|
Lost at Sea Volume Two Creative Publishers, St. John's 1992
To Order Book (Go to site)
|
"Truth is stranger than fiction" certainly applies to the adventures and misadventures of Newfoundland seamen. At the time of my research, Uncle William Baker had a keen mind filled with stories of shipwrecks. In great detail he described the abandoning of tern schooner General Trenchard in mid-Atlantic.
In another story, schooner Robert Max was stopped and shelled by a German sub, but not before several of her Newfoundland crew conversed with enemy tars. The enemy offered cigarettes and bon voyage before sinking Robert Max. Eleven days later, in an open boat, the Newfoundland sailors reached the Azores.

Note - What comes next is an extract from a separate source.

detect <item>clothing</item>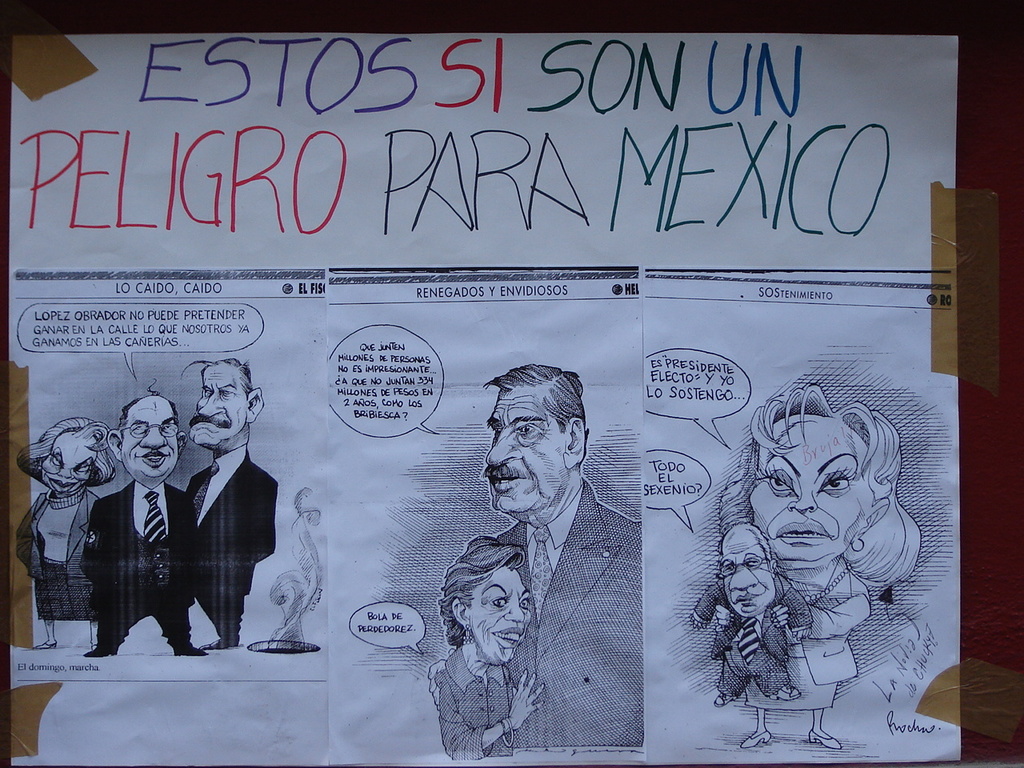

One of the most terrifying ordeals seamen face is fire at sea. On December 2, 1948, coasting vessel M and L Lodge burst into flames off Scaterie, Nova Scotia. At first it seemed as if the six seamen could battle the blaze but, evntually, oil and dry wood gave the advantage to the fire. For three hours as they fought the fire, the schooner drifted until she was over sixty miles away from land. Captain Grandy tells the story.
Dozens of sea stories packed in one hundred eighty pages of heroism and tragedy in Lost at Sea, Volume Two.